In the late 1990s, she was a founding member of the Rock Bottom Remainders, a rock and roll band made up of published writers. Other band members include Amy Tan, Matt Groening, Dave Barry and Stephen King, and they play for one week during the year. Kingsolver played the keyboard, but is no longer an active member of the band.
The novel Animal Dreams was also published in 1990, followed by Pigs in Heaven, the sequel to The Bean Trees, in 1993. The Poisonwood Bible, published in 1998, is one of her best known works; it chronicles the lives of the wife and daughters of a Baptist missionary on a Christian mission in Africa. Although the setting of the novel is somewhat similar to Kingsolver's own childhood trip to the then Republic of Congo, the novel is not autobiographical. Her next novel, published in 2000, was Prodigal Summer, set in southern Appalachia. The Lacuna was published in 2009; her next to most recent novel, entitled Flight Behavior, was published in 2012. It explores environmental themes and highlights the potential effects of global warming on the monarch butterfly. Her most recent novel, entitled Unsheltered, was published in 2018 and follows two families in Vineland, New Jersey with one in the 1800s and the other in the aftermath of Hurricane Sandy.
Her major non-fiction works include her 1990 publication Holding the Line: Women in the Great Arizona Mine Strike of 1983 and 2007's Animal, Vegetable, Miracle, a description of eating locally. She has also been published as a science journalist in periodicals such as Economic Botany on topics such as desert plants and bioresources.
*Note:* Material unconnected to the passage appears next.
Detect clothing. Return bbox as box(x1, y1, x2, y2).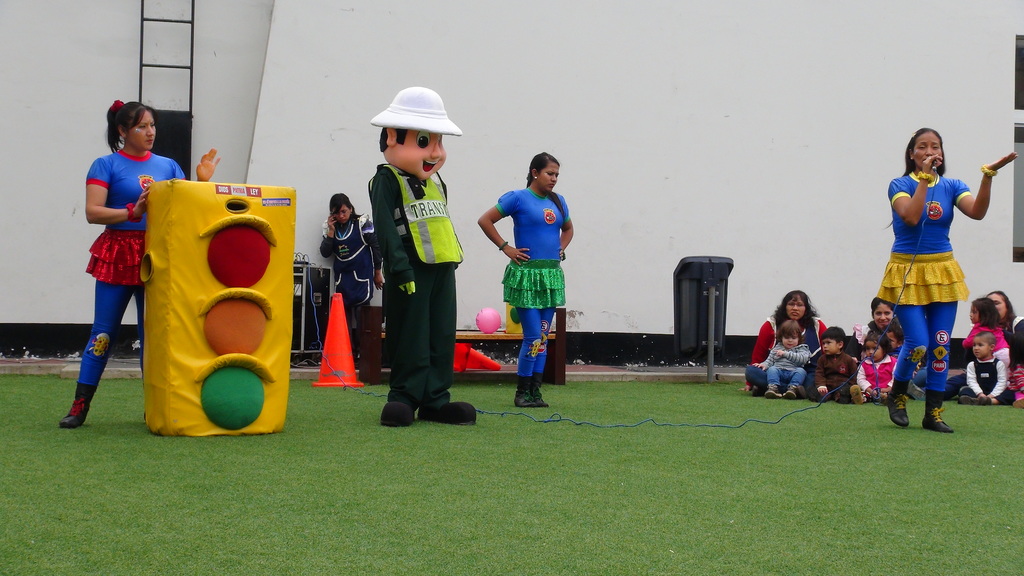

Kingsolver's first novel, The Bean Trees, was published in 1988, and told the story of a young woman who leaves Kentucky for Arizona, adopting an abandoned child along the way; she wrote it at night while pregnant with her first child and struggling with insomnia. Her next work of fiction, published in 1990, was Homeland and Other Stories, a collection of short stories on a variety of topics exploring various themes from the evolution of cultural and ancestral lands to the struggles of marriage.
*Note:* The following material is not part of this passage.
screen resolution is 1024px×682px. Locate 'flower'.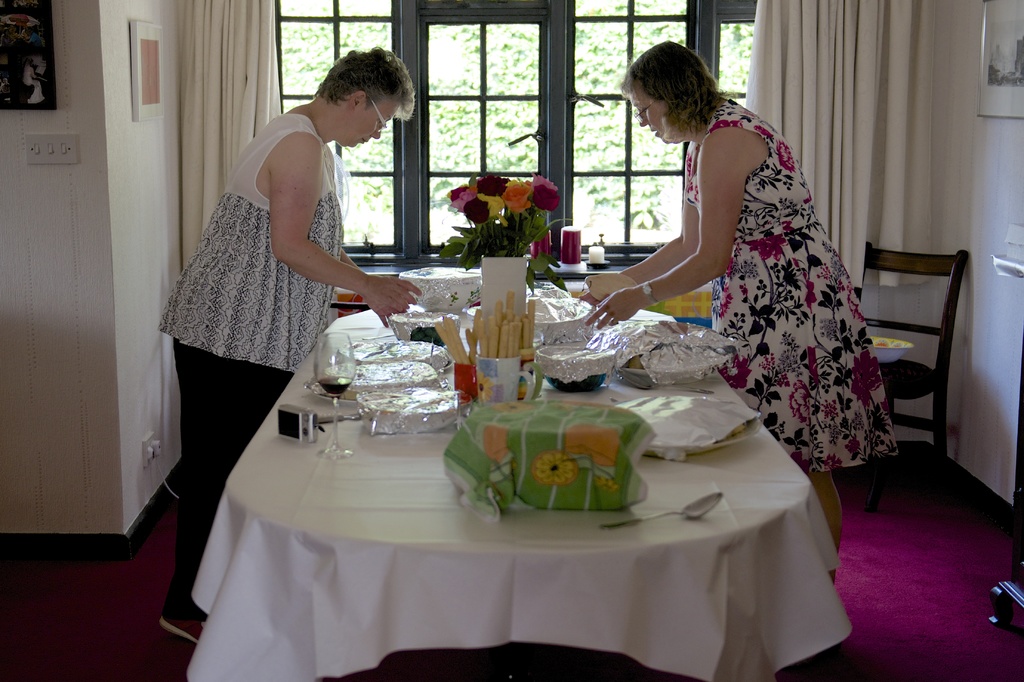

Kingsolver began her full-time writing career in the mid-1980s as a science writer for the university, which eventually led to some freelance feature writing, including many cover stories for the local alternative weekly, the Tucson Weekly. She began her career in fiction writing after winning a short story contest in a local Phoenix newspaper. In 1985, she married Joseph Hoffmann; their daughter Camille was born in 1987.
After graduating from high school, Kingsolver attended DePauw University in Greencastle, Indiana, on a music scholarship, studying classical piano. Eventually, however, she changed her major to biology when she realized that "classical pianists compete for six job openings a year, and the rest of [them] get to play 'Blue Moon' in a hotel lobby". She was involved in activism on her campus, and took part in protests against the Vietnam war. She graduated Phi Beta Kappa with a Bachelor of Science in 1977, and moved to France for a year before settling in Tucson, Arizona, where she lived for much of the next two decades. In 1980, she enrolled in graduate school at the University of Arizona, where she earned a master's degree in ecology and evolutionary biology.
Barbara Kingsolver (born April 8, 1955) is an American novelist, essayist and poet. She was raised in rural Kentucky and lived briefly in the Congo in her early childhood. Kingsolver earned degrees in biology at DePauw University and the University of Arizona and worked as a freelance writer before she began writing novels. Her widely known works include The Poisonwood Bible, the tale of a missionary family in the Congo, and Animal, Vegetable, Miracle, a non-fiction account of her family's attempts to eat locally.
Kingsolver was born in Annapolis, Maryland, in 1955 and grew up in Carlisle, Kentucky. When Kingsolver was seven years old, her father, a physician, took the family to Léopoldville, Congo (now Kinshasa, Democratic Republic of the Congo). Her parents worked in a public health capacity, and the family lived without electricity or running water.